Last year, developers Ben and Daniel Miller promised to deploy some “pretty crazy shit” to make enough to fund their projects, but kept mum on the specifics. As of yesterday, the crazy shit has been revealed: They’re selling shares of 1351 H Street NE, which will house Asian-restaurant-slash-streetwear-store Maketto, to anyone with an Internet connection and $100.
In exchange for $100, investors get a share of 30 percent of Maketto’s profits. The perks escalate from there—-a $100 investor gets an invite to shareholder party, while $10,000 investors get an annual dinner cooked by Toki Underground chef Erik Bruner-Yang, who is opening Maketto with DURKL streetwear’s Will Sharp.
The Millers’ Maketto scheme fills every box in D.C. zeitgeist bingo. It’s on H Street NE. Bruner-Yang’s Toki Underground can’t empty its stools fast enough. And it’s got the same doing-good-while-doing-well feeling that’s popular in both Washington and Silicon Valley: It’s a little bit Kiva, a little bit Kickstarter, and a lot Popularise, the brothers’ previous effort to crowdsource development ideas.
“No one’s ever bought a piece of a building on the Internet,” says Ben.
While the brothers, sons of Verizon Center and Washington Harbour mastermind Herb Miller, had the idea to sell shares in a building on the Internet years ago, they faced problems setting it up legally. It took months just to find a lawyer who would do the paperwork. And now, a new problem: convincing people to send $100 to people they’ve never met.
So far, the brothers have won the trust of 38 investors, raising $76,900 of their $325,000 goal. Ben Miller says they expect to start the permit process in September, and are aiming for a spring 2013 opening.
The Millers appears to have more plans for Fundrise on H Street. According to SEC filings, they’ve registered a corporation with the Fundrise name for a building at 906-908 H Street NE, which they bought in June for almost $1.4 million. Ben Miller wouldn’t comment on any future building plans, saying SEC rules forbid it.
But Ben Miller is more than happy to talk about Maketto and the side benefits of herding together microinvestors. For one thing, it could speed up the permit process. “Hey, if everybody’s invested, it’s going to be really hard for government to be nonresponsive,” he says.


→ PROBLEM STATEMENT: An exact restatement of the data is required, with the images omitted.

→ GIVEN DATA:
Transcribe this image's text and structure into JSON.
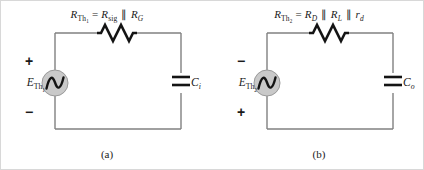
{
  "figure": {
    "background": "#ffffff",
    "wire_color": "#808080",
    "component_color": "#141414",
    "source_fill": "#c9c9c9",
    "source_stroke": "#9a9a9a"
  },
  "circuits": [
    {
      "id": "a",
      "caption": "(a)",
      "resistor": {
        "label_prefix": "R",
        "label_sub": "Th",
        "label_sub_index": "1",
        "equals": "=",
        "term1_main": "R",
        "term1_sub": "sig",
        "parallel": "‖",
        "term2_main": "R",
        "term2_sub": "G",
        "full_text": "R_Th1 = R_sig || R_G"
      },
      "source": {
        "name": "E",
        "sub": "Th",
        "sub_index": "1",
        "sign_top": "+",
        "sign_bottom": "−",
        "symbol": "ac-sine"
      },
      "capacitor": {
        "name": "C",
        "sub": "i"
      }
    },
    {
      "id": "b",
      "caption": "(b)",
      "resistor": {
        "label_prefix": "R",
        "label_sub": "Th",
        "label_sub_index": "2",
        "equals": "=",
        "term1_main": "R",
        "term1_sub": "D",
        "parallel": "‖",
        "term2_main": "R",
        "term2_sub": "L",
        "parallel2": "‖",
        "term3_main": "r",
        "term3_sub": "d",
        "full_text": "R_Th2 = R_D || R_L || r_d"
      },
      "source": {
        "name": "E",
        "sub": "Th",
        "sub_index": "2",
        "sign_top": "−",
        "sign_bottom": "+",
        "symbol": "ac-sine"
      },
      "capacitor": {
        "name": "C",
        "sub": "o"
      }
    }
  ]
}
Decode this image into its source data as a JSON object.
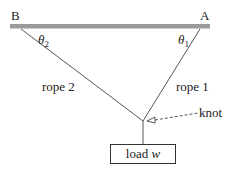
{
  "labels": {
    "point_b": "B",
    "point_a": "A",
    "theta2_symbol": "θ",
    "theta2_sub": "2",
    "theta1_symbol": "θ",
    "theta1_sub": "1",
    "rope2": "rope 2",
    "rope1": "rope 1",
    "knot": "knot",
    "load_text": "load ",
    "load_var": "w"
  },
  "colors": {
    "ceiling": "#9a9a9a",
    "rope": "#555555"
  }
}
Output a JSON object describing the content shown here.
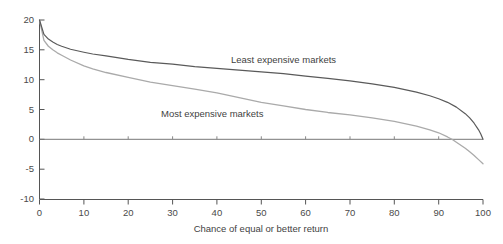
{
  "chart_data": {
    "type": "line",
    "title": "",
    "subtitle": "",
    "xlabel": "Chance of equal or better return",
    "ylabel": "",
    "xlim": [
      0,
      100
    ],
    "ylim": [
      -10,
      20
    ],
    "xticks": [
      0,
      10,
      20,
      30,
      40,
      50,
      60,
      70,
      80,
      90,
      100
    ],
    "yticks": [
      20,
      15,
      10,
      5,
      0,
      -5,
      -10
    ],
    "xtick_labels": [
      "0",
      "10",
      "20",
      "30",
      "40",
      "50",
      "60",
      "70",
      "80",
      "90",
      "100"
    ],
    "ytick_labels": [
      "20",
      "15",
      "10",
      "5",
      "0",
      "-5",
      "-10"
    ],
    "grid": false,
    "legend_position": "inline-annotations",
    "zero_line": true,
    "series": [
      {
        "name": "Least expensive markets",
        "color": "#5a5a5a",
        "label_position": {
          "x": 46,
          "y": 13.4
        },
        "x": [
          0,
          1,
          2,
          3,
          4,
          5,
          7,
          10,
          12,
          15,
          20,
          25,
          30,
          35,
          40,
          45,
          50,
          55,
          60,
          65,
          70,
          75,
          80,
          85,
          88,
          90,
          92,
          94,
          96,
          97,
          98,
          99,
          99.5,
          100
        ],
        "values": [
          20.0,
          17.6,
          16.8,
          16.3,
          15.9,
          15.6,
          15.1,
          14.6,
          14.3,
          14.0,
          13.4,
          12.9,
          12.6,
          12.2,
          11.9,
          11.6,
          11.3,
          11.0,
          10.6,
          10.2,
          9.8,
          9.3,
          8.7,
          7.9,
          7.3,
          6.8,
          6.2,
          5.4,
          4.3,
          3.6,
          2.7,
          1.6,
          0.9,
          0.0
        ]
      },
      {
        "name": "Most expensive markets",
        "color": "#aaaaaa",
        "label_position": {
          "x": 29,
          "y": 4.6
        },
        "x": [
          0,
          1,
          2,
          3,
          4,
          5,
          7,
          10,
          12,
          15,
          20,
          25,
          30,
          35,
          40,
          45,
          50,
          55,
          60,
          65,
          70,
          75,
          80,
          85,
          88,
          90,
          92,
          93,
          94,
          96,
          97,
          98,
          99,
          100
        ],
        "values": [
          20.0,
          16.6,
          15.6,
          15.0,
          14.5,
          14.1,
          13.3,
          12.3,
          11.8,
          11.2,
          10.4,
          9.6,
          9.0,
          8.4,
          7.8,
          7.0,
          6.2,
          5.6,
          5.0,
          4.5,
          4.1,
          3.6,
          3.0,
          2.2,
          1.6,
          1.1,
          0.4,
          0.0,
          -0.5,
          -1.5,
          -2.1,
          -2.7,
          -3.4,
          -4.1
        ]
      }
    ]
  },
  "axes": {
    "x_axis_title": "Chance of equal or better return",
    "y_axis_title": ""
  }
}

→ WRITTEN SOLUTION:
Transcribe this image's text and structure into JSON.
{
  "figure": {
    "background": "#ffffff",
    "wire_color": "#808080",
    "component_color": "#141414",
    "source_fill": "#c9c9c9",
    "source_stroke": "#9a9a9a"
  },
  "circuits": [
    {
      "id": "a",
      "caption": "(a)",
      "resistor": {
        "label_prefix": "R",
        "label_sub": "Th",
        "label_sub_index": "1",
        "equals": "=",
        "term1_main": "R",
        "term1_sub": "sig",
        "parallel": "‖",
        "term2_main": "R",
        "term2_sub": "G",
        "full_text": "R_Th1 = R_sig || R_G"
      },
      "source": {
        "name": "E",
        "sub": "Th",
        "sub_index": "1",
        "sign_top": "+",
        "sign_bottom": "−",
        "symbol": "ac-sine"
      },
      "capacitor": {
        "name": "C",
        "sub": "i"
      }
    },
    {
      "id": "b",
      "caption": "(b)",
      "resistor": {
        "label_prefix": "R",
        "label_sub": "Th",
        "label_sub_index": "2",
        "equals": "=",
        "term1_main": "R",
        "term1_sub": "D",
        "parallel": "‖",
        "term2_main": "R",
        "term2_sub": "L",
        "parallel2": "‖",
        "term3_main": "r",
        "term3_sub": "d",
        "full_text": "R_Th2 = R_D || R_L || r_d"
      },
      "source": {
        "name": "E",
        "sub": "Th",
        "sub_index": "2",
        "sign_top": "−",
        "sign_bottom": "+",
        "symbol": "ac-sine"
      },
      "capacitor": {
        "name": "C",
        "sub": "o"
      }
    }
  ]
}
Decode this image into its source data as a JSON object.
{
  "labels": {
    "point_b": "B",
    "point_a": "A",
    "theta2_symbol": "θ",
    "theta2_sub": "2",
    "theta1_symbol": "θ",
    "theta1_sub": "1",
    "rope2": "rope 2",
    "rope1": "rope 1",
    "knot": "knot",
    "load_text": "load ",
    "load_var": "w"
  },
  "colors": {
    "ceiling": "#9a9a9a",
    "rope": "#555555"
  }
}
Output a JSON object describing the content shown here.
{
  "chart_data": {
    "type": "line",
    "title": "",
    "subtitle": "",
    "xlabel": "Chance of equal or better return",
    "ylabel": "",
    "xlim": [
      0,
      100
    ],
    "ylim": [
      -10,
      20
    ],
    "xticks": [
      0,
      10,
      20,
      30,
      40,
      50,
      60,
      70,
      80,
      90,
      100
    ],
    "yticks": [
      20,
      15,
      10,
      5,
      0,
      -5,
      -10
    ],
    "xtick_labels": [
      "0",
      "10",
      "20",
      "30",
      "40",
      "50",
      "60",
      "70",
      "80",
      "90",
      "100"
    ],
    "ytick_labels": [
      "20",
      "15",
      "10",
      "5",
      "0",
      "-5",
      "-10"
    ],
    "grid": false,
    "legend_position": "inline-annotations",
    "zero_line": true,
    "series": [
      {
        "name": "Least expensive markets",
        "color": "#5a5a5a",
        "label_position": {
          "x": 46,
          "y": 13.4
        },
        "x": [
          0,
          1,
          2,
          3,
          4,
          5,
          7,
          10,
          12,
          15,
          20,
          25,
          30,
          35,
          40,
          45,
          50,
          55,
          60,
          65,
          70,
          75,
          80,
          85,
          88,
          90,
          92,
          94,
          96,
          97,
          98,
          99,
          99.5,
          100
        ],
        "values": [
          20.0,
          17.6,
          16.8,
          16.3,
          15.9,
          15.6,
          15.1,
          14.6,
          14.3,
          14.0,
          13.4,
          12.9,
          12.6,
          12.2,
          11.9,
          11.6,
          11.3,
          11.0,
          10.6,
          10.2,
          9.8,
          9.3,
          8.7,
          7.9,
          7.3,
          6.8,
          6.2,
          5.4,
          4.3,
          3.6,
          2.7,
          1.6,
          0.9,
          0.0
        ]
      },
      {
        "name": "Most expensive markets",
        "color": "#aaaaaa",
        "label_position": {
          "x": 29,
          "y": 4.6
        },
        "x": [
          0,
          1,
          2,
          3,
          4,
          5,
          7,
          10,
          12,
          15,
          20,
          25,
          30,
          35,
          40,
          45,
          50,
          55,
          60,
          65,
          70,
          75,
          80,
          85,
          88,
          90,
          92,
          93,
          94,
          96,
          97,
          98,
          99,
          100
        ],
        "values": [
          20.0,
          16.6,
          15.6,
          15.0,
          14.5,
          14.1,
          13.3,
          12.3,
          11.8,
          11.2,
          10.4,
          9.6,
          9.0,
          8.4,
          7.8,
          7.0,
          6.2,
          5.6,
          5.0,
          4.5,
          4.1,
          3.6,
          3.0,
          2.2,
          1.6,
          1.1,
          0.4,
          0.0,
          -0.5,
          -1.5,
          -2.1,
          -2.7,
          -3.4,
          -4.1
        ]
      }
    ]
  },
  "axes": {
    "x_axis_title": "Chance of equal or better return",
    "y_axis_title": ""
  }
}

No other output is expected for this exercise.